*REQUIREMENT*
Reproduce the entries shown below only from the line with "What do you see at coordinates (505, 49)" down to the line with "This screenshot has width=1884, height=1060.", keeping both end lines and copying each one exactly.
──────────
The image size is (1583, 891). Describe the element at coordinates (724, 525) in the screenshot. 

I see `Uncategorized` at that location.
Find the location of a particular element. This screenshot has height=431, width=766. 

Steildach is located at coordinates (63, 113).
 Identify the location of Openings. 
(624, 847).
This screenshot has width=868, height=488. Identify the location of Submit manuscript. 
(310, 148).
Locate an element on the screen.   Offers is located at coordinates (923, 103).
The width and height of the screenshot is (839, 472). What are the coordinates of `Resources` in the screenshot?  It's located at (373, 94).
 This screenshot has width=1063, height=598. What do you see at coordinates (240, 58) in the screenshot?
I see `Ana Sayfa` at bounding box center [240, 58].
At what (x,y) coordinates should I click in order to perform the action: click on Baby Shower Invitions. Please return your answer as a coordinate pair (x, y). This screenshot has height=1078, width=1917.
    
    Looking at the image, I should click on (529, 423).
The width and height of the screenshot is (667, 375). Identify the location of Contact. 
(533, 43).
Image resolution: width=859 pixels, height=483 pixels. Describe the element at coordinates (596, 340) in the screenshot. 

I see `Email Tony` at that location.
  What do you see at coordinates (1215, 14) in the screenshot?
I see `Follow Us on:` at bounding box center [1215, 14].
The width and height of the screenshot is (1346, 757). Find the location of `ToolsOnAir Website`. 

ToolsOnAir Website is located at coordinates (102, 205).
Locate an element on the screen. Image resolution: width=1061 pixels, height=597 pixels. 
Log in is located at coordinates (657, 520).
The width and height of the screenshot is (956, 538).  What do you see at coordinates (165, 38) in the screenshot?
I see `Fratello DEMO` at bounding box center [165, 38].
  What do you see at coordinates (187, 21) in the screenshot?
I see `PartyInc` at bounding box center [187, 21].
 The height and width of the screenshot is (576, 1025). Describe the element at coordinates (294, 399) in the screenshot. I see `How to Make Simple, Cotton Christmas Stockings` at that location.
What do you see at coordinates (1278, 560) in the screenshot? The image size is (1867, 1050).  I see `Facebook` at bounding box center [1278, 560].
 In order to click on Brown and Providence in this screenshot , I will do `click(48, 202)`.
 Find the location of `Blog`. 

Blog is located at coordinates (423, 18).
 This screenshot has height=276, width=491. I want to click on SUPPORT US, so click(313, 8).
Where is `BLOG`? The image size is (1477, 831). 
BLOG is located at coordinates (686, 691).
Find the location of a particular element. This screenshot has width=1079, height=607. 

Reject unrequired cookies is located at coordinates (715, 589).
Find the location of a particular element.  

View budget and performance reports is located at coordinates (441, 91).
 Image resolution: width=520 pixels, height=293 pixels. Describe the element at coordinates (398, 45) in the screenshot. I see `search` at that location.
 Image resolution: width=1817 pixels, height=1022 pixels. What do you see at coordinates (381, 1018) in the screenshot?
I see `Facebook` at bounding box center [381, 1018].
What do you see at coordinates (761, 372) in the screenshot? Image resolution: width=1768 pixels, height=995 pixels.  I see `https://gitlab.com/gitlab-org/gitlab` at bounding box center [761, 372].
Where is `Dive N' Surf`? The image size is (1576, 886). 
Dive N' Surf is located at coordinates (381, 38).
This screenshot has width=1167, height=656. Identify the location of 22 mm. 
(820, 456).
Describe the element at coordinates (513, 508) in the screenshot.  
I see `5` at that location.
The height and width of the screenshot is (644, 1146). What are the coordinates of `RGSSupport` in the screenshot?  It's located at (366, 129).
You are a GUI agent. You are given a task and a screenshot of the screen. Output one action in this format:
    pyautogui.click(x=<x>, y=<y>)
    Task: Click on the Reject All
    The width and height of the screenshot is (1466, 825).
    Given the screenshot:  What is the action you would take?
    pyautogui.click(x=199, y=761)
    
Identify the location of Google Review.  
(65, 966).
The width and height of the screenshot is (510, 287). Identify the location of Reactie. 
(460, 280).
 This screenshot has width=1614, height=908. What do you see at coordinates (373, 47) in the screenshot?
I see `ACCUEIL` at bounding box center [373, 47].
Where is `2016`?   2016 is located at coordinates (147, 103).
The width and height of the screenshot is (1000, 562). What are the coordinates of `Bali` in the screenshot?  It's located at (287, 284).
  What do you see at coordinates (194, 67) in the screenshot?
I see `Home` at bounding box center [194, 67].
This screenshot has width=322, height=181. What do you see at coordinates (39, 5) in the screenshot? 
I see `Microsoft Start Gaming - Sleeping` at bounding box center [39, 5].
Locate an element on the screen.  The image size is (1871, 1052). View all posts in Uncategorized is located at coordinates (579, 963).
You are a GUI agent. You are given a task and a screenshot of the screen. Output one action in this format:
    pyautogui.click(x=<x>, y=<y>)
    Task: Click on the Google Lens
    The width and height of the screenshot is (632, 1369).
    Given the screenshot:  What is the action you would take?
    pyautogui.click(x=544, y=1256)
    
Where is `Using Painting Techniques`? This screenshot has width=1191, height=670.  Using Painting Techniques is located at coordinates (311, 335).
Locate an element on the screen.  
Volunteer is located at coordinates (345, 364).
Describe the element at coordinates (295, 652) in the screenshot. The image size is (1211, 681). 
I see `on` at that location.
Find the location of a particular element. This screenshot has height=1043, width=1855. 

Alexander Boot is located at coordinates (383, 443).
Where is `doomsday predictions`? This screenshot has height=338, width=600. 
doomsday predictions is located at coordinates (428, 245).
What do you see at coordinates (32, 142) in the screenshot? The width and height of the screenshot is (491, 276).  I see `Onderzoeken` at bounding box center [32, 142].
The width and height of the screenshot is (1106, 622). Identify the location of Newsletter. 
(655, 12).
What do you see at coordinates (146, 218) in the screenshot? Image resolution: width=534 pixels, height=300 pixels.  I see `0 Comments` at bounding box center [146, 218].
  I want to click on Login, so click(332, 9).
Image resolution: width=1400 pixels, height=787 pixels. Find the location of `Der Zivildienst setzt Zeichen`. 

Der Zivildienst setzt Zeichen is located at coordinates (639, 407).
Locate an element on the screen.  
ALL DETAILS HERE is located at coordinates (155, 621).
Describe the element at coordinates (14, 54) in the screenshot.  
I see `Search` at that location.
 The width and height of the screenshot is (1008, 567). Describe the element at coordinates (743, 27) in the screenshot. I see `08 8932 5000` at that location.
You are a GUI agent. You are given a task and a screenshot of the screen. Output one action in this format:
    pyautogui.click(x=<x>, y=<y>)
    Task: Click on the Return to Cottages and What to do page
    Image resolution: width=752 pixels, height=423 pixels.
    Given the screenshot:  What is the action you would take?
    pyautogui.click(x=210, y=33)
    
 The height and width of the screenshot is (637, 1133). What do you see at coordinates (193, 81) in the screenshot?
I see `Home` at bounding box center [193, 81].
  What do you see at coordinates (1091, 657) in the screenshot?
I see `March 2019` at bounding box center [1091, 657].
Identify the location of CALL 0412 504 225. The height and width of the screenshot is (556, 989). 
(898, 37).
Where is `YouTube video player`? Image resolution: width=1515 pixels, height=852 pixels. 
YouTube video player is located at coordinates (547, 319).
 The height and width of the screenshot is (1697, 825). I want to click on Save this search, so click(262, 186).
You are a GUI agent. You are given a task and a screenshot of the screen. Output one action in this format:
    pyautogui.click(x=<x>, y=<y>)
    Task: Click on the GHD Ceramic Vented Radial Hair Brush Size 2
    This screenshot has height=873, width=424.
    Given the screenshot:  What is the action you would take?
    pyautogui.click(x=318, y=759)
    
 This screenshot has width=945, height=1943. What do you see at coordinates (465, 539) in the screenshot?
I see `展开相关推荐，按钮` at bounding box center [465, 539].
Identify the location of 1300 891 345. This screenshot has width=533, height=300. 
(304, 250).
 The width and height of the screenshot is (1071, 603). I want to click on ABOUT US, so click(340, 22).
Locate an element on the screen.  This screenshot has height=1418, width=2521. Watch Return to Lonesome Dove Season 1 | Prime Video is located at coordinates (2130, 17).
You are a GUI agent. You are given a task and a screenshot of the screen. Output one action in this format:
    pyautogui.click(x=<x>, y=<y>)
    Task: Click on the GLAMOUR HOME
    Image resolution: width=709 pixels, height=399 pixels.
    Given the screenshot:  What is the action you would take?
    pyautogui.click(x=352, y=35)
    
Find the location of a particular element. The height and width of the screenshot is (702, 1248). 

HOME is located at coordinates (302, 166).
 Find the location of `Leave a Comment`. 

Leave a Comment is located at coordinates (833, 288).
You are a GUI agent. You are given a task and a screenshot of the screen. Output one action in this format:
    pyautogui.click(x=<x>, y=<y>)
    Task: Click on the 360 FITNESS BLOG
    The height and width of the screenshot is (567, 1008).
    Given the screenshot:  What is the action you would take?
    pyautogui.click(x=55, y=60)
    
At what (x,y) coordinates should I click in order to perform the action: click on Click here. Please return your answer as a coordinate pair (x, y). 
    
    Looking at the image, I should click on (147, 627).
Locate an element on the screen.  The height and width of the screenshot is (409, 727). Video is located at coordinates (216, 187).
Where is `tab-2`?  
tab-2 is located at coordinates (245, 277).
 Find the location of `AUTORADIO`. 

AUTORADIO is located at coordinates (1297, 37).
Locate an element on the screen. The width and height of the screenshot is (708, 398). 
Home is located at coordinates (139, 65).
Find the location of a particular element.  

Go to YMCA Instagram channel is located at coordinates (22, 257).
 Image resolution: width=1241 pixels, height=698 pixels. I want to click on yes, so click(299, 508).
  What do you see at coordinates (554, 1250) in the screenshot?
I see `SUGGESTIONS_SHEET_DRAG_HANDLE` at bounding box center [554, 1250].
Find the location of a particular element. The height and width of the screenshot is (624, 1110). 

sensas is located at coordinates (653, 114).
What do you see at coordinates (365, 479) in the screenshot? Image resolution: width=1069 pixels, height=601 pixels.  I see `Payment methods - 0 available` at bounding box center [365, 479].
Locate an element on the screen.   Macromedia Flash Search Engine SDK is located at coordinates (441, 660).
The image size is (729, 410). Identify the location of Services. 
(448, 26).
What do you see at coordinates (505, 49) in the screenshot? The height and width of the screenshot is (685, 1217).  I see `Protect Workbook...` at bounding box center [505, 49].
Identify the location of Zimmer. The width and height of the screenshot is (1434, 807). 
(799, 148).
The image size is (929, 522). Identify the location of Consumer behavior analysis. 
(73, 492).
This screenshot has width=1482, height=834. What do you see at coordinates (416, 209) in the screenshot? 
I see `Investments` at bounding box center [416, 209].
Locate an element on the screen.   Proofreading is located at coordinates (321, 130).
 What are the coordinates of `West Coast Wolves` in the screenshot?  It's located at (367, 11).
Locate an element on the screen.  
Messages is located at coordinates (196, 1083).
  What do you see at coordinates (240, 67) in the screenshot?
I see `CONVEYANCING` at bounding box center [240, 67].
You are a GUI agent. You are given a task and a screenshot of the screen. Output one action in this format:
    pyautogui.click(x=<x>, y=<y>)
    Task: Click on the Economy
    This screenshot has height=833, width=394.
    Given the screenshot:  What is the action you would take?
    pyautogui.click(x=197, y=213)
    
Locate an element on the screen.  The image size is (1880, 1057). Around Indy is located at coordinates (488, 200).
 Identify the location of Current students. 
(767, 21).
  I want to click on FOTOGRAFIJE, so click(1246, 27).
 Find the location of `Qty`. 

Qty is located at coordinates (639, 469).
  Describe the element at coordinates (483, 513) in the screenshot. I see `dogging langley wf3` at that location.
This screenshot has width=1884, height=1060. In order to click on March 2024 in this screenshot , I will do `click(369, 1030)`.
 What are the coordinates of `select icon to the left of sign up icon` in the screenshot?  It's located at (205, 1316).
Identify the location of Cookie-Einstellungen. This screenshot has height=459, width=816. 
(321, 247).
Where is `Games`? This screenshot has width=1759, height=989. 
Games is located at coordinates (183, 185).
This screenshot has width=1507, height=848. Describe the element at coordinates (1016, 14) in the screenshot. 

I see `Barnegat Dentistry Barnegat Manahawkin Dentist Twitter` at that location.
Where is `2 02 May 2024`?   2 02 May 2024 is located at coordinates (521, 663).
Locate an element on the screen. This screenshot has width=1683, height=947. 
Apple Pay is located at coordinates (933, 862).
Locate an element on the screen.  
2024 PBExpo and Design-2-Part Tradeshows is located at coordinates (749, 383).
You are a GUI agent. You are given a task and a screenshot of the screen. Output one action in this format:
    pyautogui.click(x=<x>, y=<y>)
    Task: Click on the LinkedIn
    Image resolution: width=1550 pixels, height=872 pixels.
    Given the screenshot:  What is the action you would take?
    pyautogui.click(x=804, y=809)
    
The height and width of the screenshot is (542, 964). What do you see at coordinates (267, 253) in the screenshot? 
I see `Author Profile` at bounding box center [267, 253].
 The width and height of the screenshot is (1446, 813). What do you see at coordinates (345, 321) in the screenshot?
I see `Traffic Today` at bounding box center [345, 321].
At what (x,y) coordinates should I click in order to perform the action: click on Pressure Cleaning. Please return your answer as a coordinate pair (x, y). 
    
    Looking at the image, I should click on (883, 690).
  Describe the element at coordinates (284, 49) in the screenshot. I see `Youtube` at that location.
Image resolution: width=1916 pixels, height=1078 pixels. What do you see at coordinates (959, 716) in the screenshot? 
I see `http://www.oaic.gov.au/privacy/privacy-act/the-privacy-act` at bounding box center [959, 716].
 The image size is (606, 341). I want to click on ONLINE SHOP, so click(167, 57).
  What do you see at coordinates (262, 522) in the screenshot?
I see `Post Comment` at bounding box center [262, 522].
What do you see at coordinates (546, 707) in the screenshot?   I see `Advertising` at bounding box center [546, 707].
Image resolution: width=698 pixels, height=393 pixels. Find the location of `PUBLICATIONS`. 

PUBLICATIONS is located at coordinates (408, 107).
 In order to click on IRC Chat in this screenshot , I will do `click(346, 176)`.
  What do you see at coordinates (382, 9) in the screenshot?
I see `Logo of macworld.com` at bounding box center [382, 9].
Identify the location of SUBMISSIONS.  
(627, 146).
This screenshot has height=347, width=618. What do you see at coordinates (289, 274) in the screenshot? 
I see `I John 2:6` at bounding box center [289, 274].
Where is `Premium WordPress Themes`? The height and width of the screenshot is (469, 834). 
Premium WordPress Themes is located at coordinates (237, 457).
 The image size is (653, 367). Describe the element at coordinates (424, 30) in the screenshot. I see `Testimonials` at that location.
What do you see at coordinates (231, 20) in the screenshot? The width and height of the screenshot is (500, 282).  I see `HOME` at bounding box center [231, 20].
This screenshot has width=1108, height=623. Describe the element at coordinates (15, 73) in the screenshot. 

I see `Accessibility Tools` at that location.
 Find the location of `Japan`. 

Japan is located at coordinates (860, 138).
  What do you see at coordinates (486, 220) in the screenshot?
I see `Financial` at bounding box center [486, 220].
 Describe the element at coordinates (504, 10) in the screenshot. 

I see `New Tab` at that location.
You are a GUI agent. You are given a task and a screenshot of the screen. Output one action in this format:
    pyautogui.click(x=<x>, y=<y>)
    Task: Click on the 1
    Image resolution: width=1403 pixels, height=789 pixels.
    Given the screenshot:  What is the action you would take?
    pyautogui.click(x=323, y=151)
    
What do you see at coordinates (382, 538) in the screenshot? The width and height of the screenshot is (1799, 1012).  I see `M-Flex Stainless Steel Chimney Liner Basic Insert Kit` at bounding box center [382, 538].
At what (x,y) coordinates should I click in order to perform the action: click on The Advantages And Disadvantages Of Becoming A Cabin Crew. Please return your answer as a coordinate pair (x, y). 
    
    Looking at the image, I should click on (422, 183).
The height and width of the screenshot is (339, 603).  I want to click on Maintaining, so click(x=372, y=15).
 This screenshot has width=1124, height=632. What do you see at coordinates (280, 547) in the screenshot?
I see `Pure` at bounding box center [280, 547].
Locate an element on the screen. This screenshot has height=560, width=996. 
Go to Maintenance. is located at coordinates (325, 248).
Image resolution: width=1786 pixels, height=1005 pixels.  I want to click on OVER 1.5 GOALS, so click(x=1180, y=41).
──────────
*RESULT BELOW*
What do you see at coordinates (505, 49) in the screenshot? The height and width of the screenshot is (685, 1217).  I see `Protect Workbook...` at bounding box center [505, 49].
Identify the location of Zimmer. The width and height of the screenshot is (1434, 807). 
(799, 148).
The image size is (929, 522). Identify the location of Consumer behavior analysis. 
(73, 492).
This screenshot has width=1482, height=834. What do you see at coordinates (416, 209) in the screenshot? 
I see `Investments` at bounding box center [416, 209].
Locate an element on the screen.   Proofreading is located at coordinates (321, 130).
 What are the coordinates of `West Coast Wolves` in the screenshot?  It's located at (367, 11).
Locate an element on the screen.  
Messages is located at coordinates (196, 1083).
  What do you see at coordinates (240, 67) in the screenshot?
I see `CONVEYANCING` at bounding box center [240, 67].
You are a GUI agent. You are given a task and a screenshot of the screen. Output one action in this format:
    pyautogui.click(x=<x>, y=<y>)
    Task: Click on the Economy
    This screenshot has height=833, width=394.
    Given the screenshot:  What is the action you would take?
    pyautogui.click(x=197, y=213)
    
Locate an element on the screen.  The image size is (1880, 1057). Around Indy is located at coordinates (488, 200).
 Identify the location of Current students. 
(767, 21).
  I want to click on FOTOGRAFIJE, so click(1246, 27).
 Find the location of `Qty`. 

Qty is located at coordinates (639, 469).
  Describe the element at coordinates (483, 513) in the screenshot. I see `dogging langley wf3` at that location.
This screenshot has width=1884, height=1060. In order to click on March 2024 in this screenshot , I will do `click(369, 1030)`.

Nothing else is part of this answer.